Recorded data

- Opening Delimiter -

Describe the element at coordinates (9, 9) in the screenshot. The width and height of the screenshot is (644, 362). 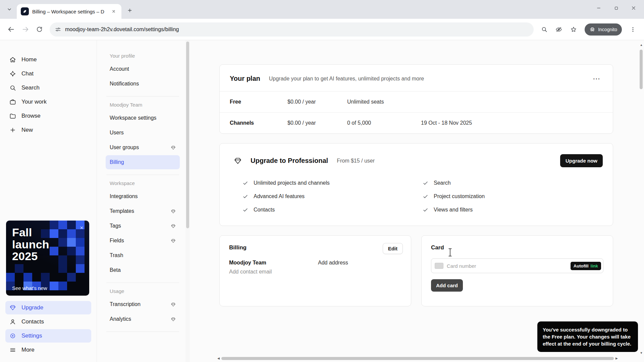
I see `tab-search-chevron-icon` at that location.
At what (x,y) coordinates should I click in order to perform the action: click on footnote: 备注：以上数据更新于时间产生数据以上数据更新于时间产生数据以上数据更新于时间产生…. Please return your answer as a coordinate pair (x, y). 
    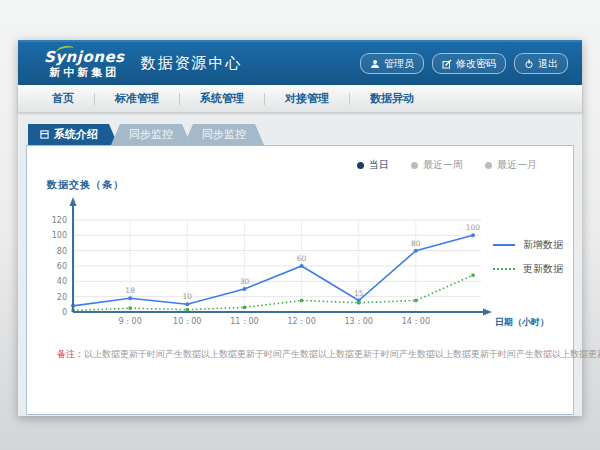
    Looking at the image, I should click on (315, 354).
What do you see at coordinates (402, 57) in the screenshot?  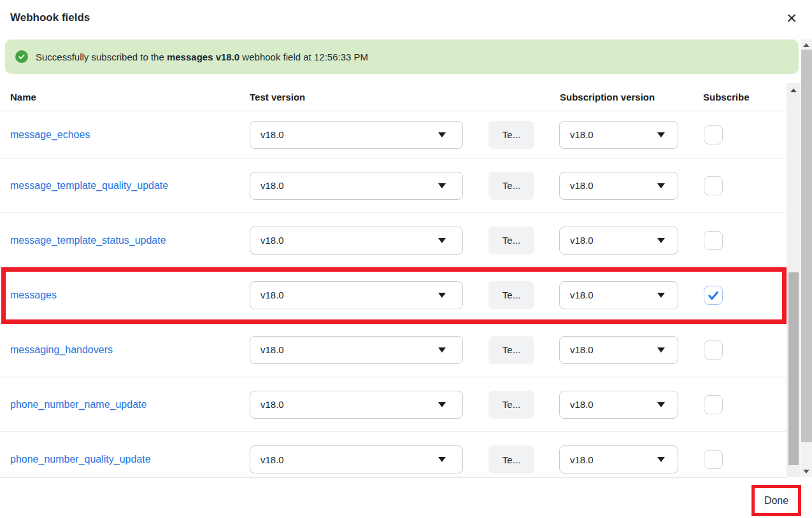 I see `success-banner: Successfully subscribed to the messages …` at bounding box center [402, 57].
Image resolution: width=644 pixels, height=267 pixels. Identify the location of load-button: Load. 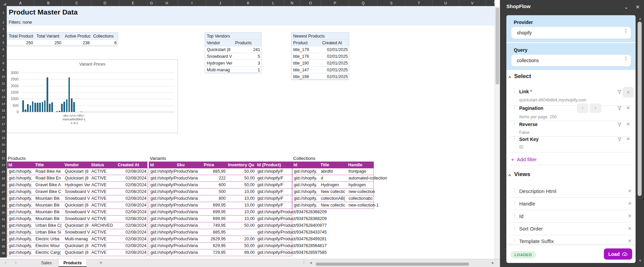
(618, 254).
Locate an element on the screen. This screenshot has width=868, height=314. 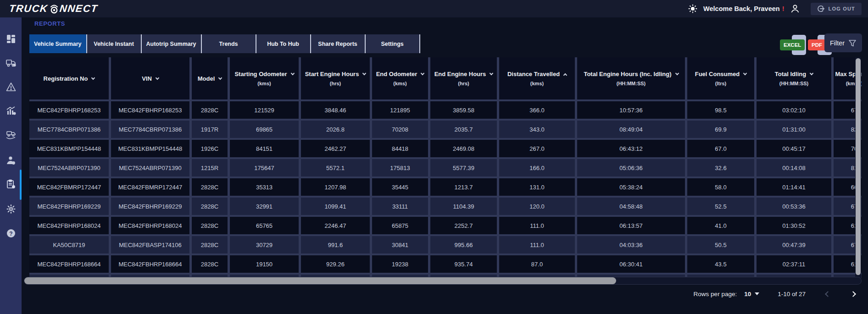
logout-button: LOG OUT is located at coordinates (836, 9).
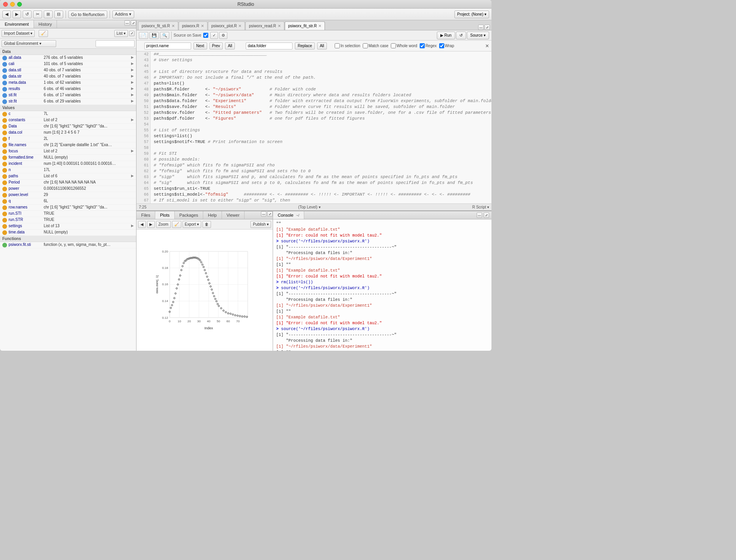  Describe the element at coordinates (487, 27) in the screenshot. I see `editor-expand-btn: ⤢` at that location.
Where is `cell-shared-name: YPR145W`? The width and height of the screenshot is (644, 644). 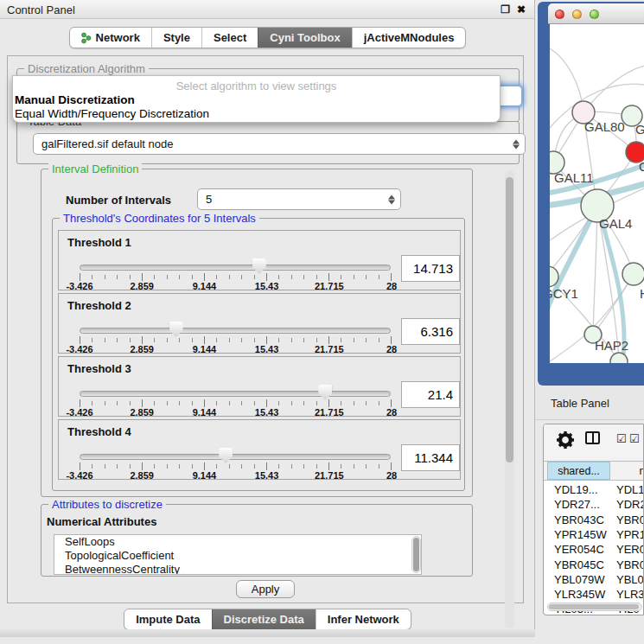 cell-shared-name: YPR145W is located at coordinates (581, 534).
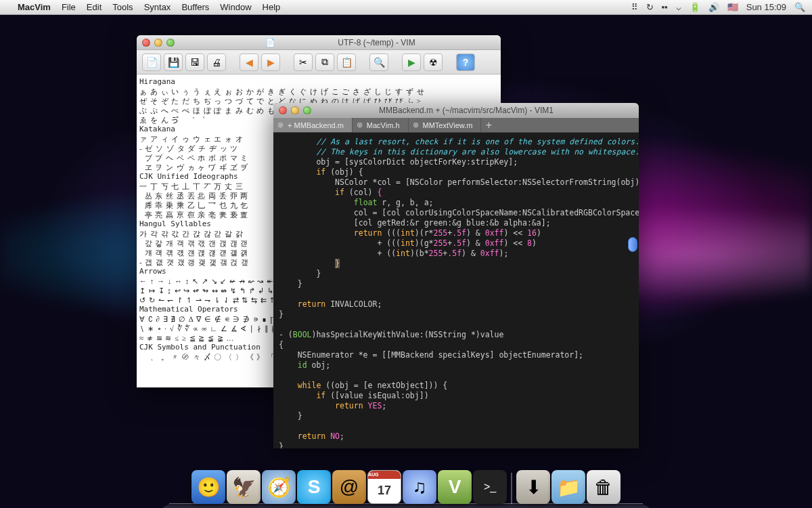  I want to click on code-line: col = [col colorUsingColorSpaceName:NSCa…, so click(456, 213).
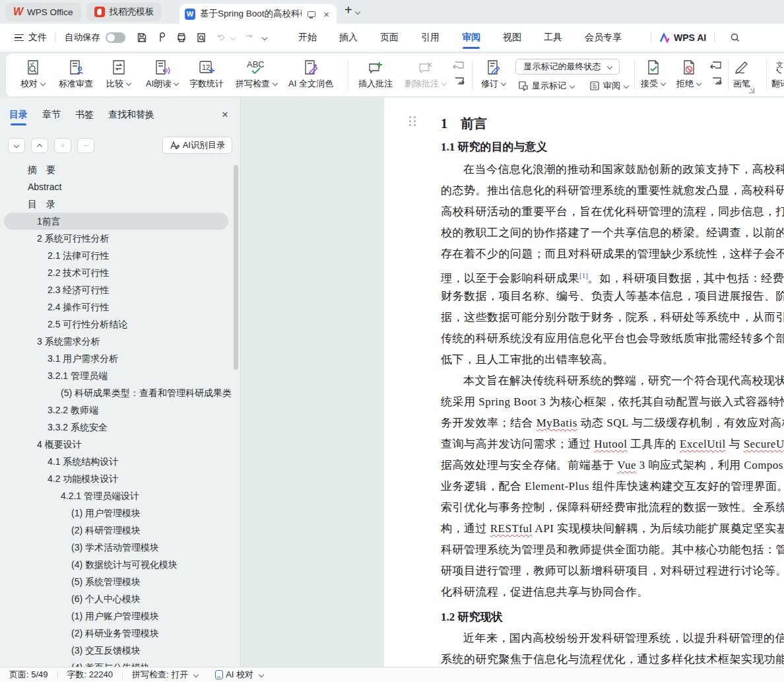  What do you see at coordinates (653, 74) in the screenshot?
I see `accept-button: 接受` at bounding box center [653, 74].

- Closing Delimiter -
- Opening Delimiter -

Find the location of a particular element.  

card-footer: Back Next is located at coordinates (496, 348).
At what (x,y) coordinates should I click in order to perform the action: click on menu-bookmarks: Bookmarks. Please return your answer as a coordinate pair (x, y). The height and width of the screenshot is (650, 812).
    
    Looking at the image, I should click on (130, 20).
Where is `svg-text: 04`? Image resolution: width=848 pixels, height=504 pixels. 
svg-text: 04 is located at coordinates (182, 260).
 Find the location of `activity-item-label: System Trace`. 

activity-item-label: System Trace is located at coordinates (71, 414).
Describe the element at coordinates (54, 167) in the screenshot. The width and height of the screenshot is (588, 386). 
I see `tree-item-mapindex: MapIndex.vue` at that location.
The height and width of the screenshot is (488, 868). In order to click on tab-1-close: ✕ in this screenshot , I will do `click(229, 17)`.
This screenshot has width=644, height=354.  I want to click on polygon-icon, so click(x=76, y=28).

- Closing Delimiter -
- Opening Delimiter -

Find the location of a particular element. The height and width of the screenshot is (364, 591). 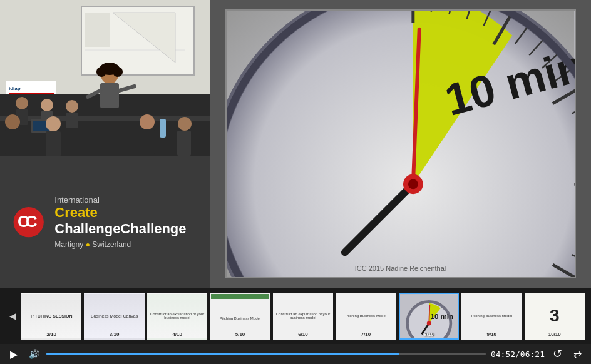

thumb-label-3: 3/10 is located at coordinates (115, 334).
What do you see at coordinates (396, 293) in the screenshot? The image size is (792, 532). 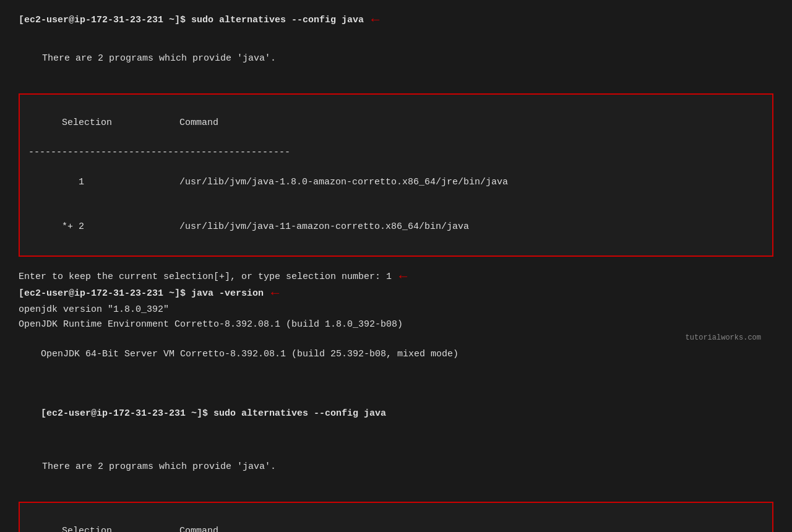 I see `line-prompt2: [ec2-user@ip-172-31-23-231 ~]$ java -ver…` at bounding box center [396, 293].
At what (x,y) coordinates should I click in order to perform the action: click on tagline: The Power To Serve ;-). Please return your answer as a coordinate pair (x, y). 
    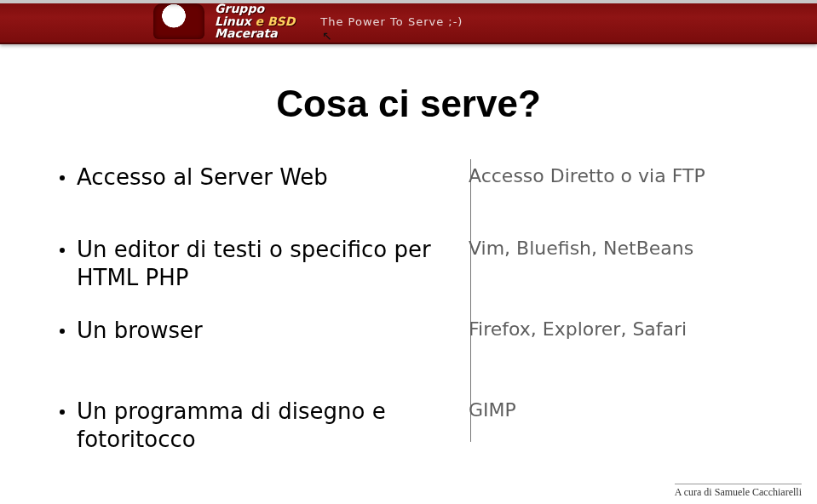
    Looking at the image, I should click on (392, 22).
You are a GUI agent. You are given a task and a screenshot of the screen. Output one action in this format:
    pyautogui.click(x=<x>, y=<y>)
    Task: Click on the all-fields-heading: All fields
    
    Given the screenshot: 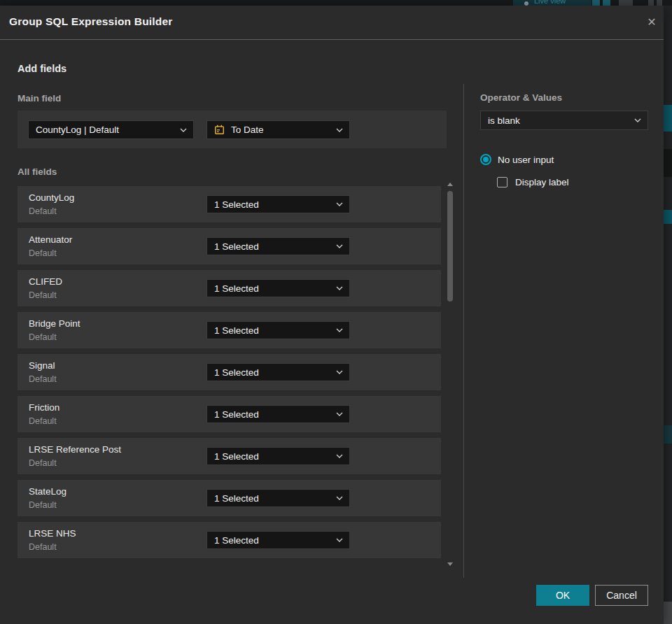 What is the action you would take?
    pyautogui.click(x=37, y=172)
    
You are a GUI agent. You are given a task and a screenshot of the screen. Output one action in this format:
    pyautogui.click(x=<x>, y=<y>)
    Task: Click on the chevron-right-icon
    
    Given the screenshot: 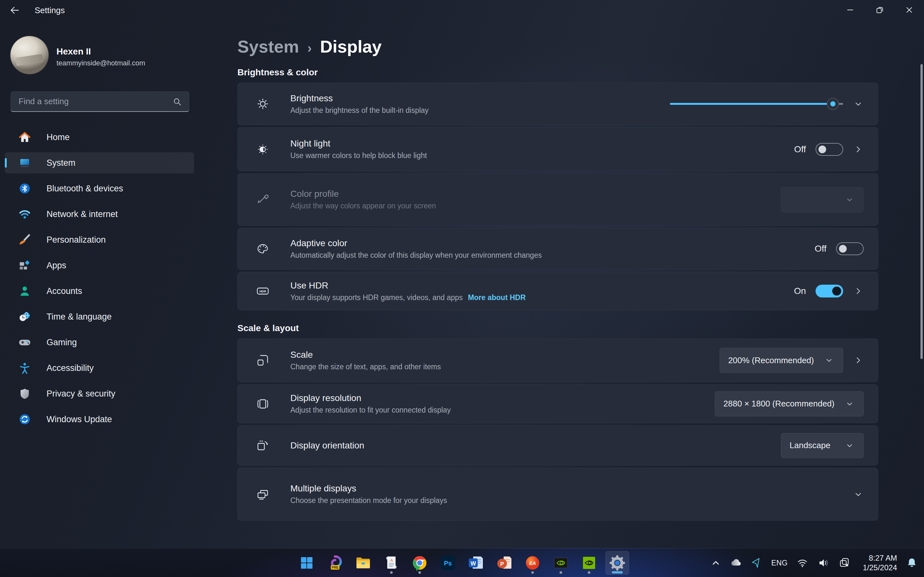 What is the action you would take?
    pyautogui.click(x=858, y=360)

- Closing Delimiter -

» **Aim of the exercise**:
An exact copy of the lines above, from the one containing "pixels, height=504 pixels." down to the one containing "This screenshot has width=644, height=354." and including both, is the whole answer; retype it and nothing else.

» **Result of this exercise**:
Where is `svg-text: 04`? Image resolution: width=848 pixels, height=504 pixels. 
svg-text: 04 is located at coordinates (182, 260).
 Find the location of `activity-item-label: System Trace`. 

activity-item-label: System Trace is located at coordinates (71, 414).
Describe the element at coordinates (54, 167) in the screenshot. The width and height of the screenshot is (588, 386). 
I see `tree-item-mapindex: MapIndex.vue` at that location.
The height and width of the screenshot is (488, 868). In order to click on tab-1-close: ✕ in this screenshot , I will do `click(229, 17)`.
This screenshot has width=644, height=354.  I want to click on polygon-icon, so click(x=76, y=28).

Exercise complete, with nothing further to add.